The project started in February of this year when two students, Michael Hughes ’14 and Emily Omrod ’16, were recruited as interns to create a website that will document the narratives that go along with the artifacts.

Omrod called it an amazing opportunity to learn more about and be involved with Vassar’s educational history.

“I get to read documents from the founding of Vassar. I love learning about these objects that are an important part of Vassar’s history. It’s fascinating to compare Vassar in the 1890s to now. So much has changed and yet, the passion of the students is still the same,” she said, emphasizing the continuity of the College’s history.

Jones, along with Administrative Assistant of the College Lois Horst have been involved in preserving and displaying many of the College’s historical items, including the Natural History Museum in Ely Hall. Jones wrote in an emailed statement, “[It was] natural that we get involved in the Vassar College Artifacts Project.”

Jones has been heavily involved in cataloging, assessing, cleaning and packing up collections from the attic of Sanders and Olmstead, which have accumulated more than 100 years of equipment that needs to be moved for renovations.

Through this project, numerous educational artifacts from different departments have been restored and preserved, including: an original Morse telegraph saved from Sanders Physics, glass replicas of jellyfish and other organisms crafted in the early 20th century by world-renown glass makers Rudolph and Leopold Blaschka, saved from the renovation of Swift Hall.
One of the important artifacts re-discovered in the attic of Sanders Physics building is the blink comparator, an astronomical instrument. According to Professor of Astronomy Fred Chromey, it is one of the only two still in existence in the United States.

The VCAP website mentions that it is unusual for a small liberal arts college to have such an expensive device: “The larger research universities—Stanford, Harvard, Chicago—all had them at one time, but for a place the size of Vassar, that was remarkable.”

Also included in the collection is an antique brass telescope that had been used by the celebrated astronomer Maria Mitchell, who taught at Vassar from 1865 to 1888.

According to Senior Lecturer of Science, Technology and Society James Challey, a member of the VCAP committee, “All our astronomy equipment is top of the line because that’s one of the things that made the College famous in its early years.”

Another item of interest is the Zeiss Microscope, which was donated to the college in 1889. It was the first high-powered microscope that the College had received.

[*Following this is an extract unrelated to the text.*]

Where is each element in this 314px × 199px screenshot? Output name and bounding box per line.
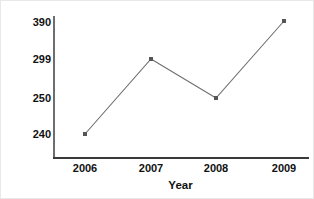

In the fall of that year, the Natural History department changed its curriculum and name, becoming the Biology Department. As such, these educational artifacts carry with them important stories about the College and its foundation that otherwise might be lost if not for the project.

The participants of the VCAP have mentioned that the creation of its website has been an important step in creating a space for the stories that go along with these artifacts.

Jones said, “The history of many professor-student classroom interactions can be found in these objects, and it opens a fascinating look into the history of Vassar College that would be lost if these items are allowed to disappear, or be thrown out.”

Challey said he was confident that the College would find ways to save science equipment that is worth saving. In fact, he believes it is crucial to Vassar’s relationship to the sciences.

“It’s important that we do this. It will show how Vassar fits into the bigger picture of the development of science, especially physics and astronomy,” he said.

Looking ahead, the committee members have already held preliminary talks with architects for the new science center about finding space to display at least some of the artifacts, bringing some of Vassar’s richest histories to the campus’ future.